Tina Tammaro
This painting was part of an exhibition at the University of Cincinnati. It included 25 works of art by 25 artists, each created from one page describing imaginary artwork from the novel, “The Ambrose J. and Vivian T. Seagrave Museum of 20th Century Art/A Novel” by Matthew Kirkpatrick. This novel was published by Acre Books, which is a part of the University of Cincinnati.

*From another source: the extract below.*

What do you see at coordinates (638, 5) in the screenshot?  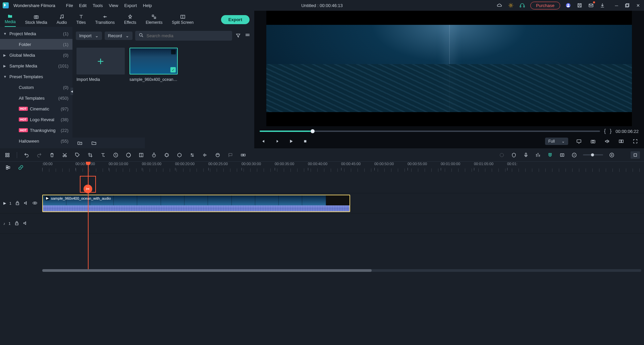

The novel is told through a description of imaginary artworks. This was my selection from the novel. I was asked by the curator of the exhibition and publisher of the novel, Nicola Mason, to interpret it as I wished:
"One of the few female army doctors to serve in WWII, Kelly Constance Beal became known for her painting of atrocity. The Grave Diggers is among her most somber works; the title is clearly metaphorical, suggesting with its depiction of nurses treating amputees that these soldiers will not last long. Painted in the style of Vermeer and other seventeenth-century Dutch masters, the hospital room is claustrophobic and domestic. Notice the faces of the women treating the wounded, how they are turned away from the brutalized bodies, angled toward the sliver of light coming from the slim window above them. The painting on the wall of the hospital, a glorious Napoleonic battle scene in splendid color, contradicts the reality of Beal's subjects. The odd cockleshells on the floor on the lower right side of the canvas, next to a pair of empty boots, hint at the fleeting nature of life, but also repressed sexuality."